Comment by ~sschwarzer on ~sschwarzer/racket-glossary
Even if I create inline links, I still want to keep the glossary links in the "See also" section.
Ticket created by ~sschwarzer on ~sschwarzer/racket-glossary
Entries have a "See also" section at the end, usually with links to other glossary entries. On the other hand, if a "source" entry mentions a "target" entry in the regular text, this text is just text, not a link.
It would probably be helpful if the inline text contained links to other glossary entries where appropriate. This has the disadvantage that reading a glossary entry with lots of links could be distracting and tempt a reader to "meander" too much, but probably having the links is better overall.
I had thought about this feature previously, but haven't implemented it yet because I don't like that links created by
secref
would have the title of the target entry, which is capitalized. This would look odd in the text. I need to find out how I can use alternative text. Ideally I want to lowercase the first character for the target text automatically, so the text stays the same as it is now, without links.
Comment by ~sschwarzer on ~sschwarzer/racket-glossary
Caveat: We don't only need JavaScript to change the displayed entries when one of the checkboxes is (un)selected. We also need to react to a user clicking on a cross-reference to a glossary entry that's currently hidden.
I suppose in this case it would be best to "auto-select" the level the cross-reference is in. For example, if only the "basic" level is shown and a user clicks on a link leading to an "intermediate" entry, the "intermediate" level should be added to the checkboxes and all included entries should be made visible before scrolling to the just-selected entry.
Comment by ~sschwarzer on ~sschwarzer/racket-glossary
@glossary-entry["Something" '(basic stub)]{...}
This is now
@glossary-entry["Something" 'basic #:stub #t]{...}
.
Comment by ~sschwarzer on ~sschwarzer/ftputil
Hi ~dolfinus :-)
Well, there is https://docs.paramiko.org/en/stable/api/sftp.html
Yes, I mentioned/discussed it in the ticket description. :-)
I think the topic is rather complicated, so at least at the moment it doesn't seem worth it to work on Paramiko integration in ftputil.
Of course, and maybe that's what you meant, if someone needs "just" SFTP support without compatibility with the ftputil API, they may be fine with using Paramiko's
SFTP
class directly.
~sschwarzer assigned ~sschwarzer to #1 on ~sschwarzer/todo-txt
feature added by ~sschwarzer on ~sschwarzer/todo-txt
Comment by ~sschwarzer on ~sschwarzer/todo-txt
A "subfeature" I'd like to have is to take the project (and/or context/tag) from the last component of the directory path where each todo.txt is located. This might make the feature much more practical to use.
If I only implement the variant of using the directory for a
+project
, the command line change should actually be easy, i.e. add a command line option that will be applied to all todo.txt files. So this should probably be the starting point to experiment with such a feature.Caveats:
- Directory names may contain characters not allowed in a project label. In this case, I could either remove such characters or replace them with (for example) underscores.
- A leaf directory name may be used more than once, so tasks from different todo.txt files would get the same project assigned, which would make the projects indistinguishable in the combined report. Possible ways to deal with this:
- Just do it, i.e. generate ambiguous project labels (but print a warning).
- Append suffixes to the "duplicated" project name.
- Include information from preceding directory components, not just the last one. This could be single characters (similar to how Vim does it in shortened paths in tabs) or full directory path components (going up in the directory hierarchy until the disambiguation is resolved).
- Using the leaf directory for a project will probably make sense for different software projects, but not for generic paths like
text/todo.txt
ornotes/todo.txt
. In this case, the "project" would become+text
or+notes
, respectively.- A task could already have a project with the same name.
- A
todo.txt
file may be in the root directory, so we don't have a directory name.For a first prototype, I'll handle the caveats like this:
- Replace invalid characters with underscores.
- Use just the leaf directory for the project, and maybe add a warning for his case.
- Just use the leaf directory, including possibly unhelpful projects like
+notes
.- Don't add duplicate project labels.
- If a todo.txt file is in the root directory, don't add a project.
Ticket created by ~sschwarzer on ~sschwarzer/todo-txt
todoreport
can already merge several todo.txt files into one report by specifying all the todo.txt files on the command line.If there are todo.txt files for multiple projects, each within their own project directory, it would be helpful to, for example, group tasks from several projects by priority. Now, to distinguish tasks from different projects in the combined report, the tasks should have a
+project
, but for the individual todo.txt files, adding a project they all share is redundant.Therefore,
todoreport
should allow the assignment of projects (and potentially contexts or tags) to all tasks in a file, of course with a different project/context/tag for each file. :-)The challenge here isn't so much the automatic assignment of projects/contexts/tags in the task processing, but rather to find a good command line interface for this feature.
Comment by ~sschwarzer on ~sschwarzer/racket-glossary
It seems the js-addition style property can be used to include a custom JavaScript file.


- [DIRECTIONS] Return the records below exactly; pictures stay out.
** Opening DATA EXTRACT block **
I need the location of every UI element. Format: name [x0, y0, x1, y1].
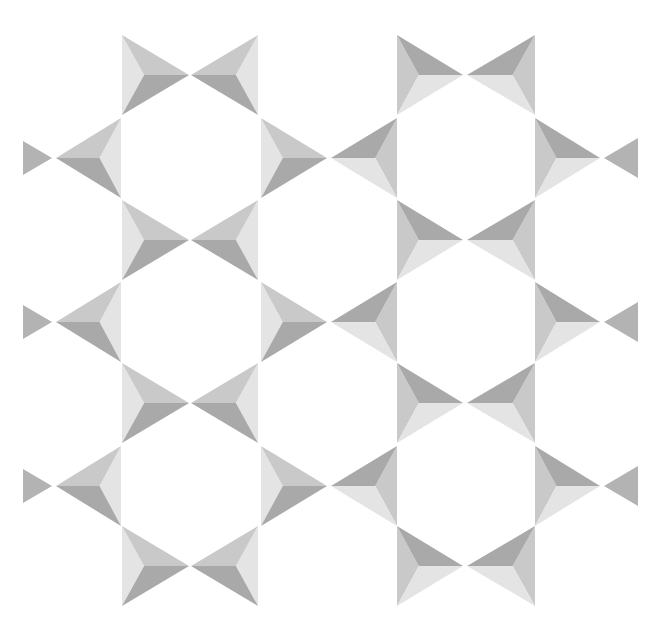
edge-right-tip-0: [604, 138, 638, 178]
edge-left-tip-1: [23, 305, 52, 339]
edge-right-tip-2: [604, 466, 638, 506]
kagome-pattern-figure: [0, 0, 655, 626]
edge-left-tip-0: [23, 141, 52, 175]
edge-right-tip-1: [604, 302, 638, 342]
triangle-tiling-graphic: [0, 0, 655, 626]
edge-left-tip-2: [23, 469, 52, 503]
** Closing DATA EXTRACT block **
- [EXERCISE RESULT]
I need the location of every UI element. Format: name [x0, y0, x1, y1].
edge-right-tip-0: [604, 138, 638, 178]
edge-left-tip-1: [23, 305, 52, 339]
edge-right-tip-2: [604, 466, 638, 506]
kagome-pattern-figure: [0, 0, 655, 626]
edge-left-tip-0: [23, 141, 52, 175]
edge-right-tip-1: [604, 302, 638, 342]
triangle-tiling-graphic: [0, 0, 655, 626]
edge-left-tip-2: [23, 469, 52, 503]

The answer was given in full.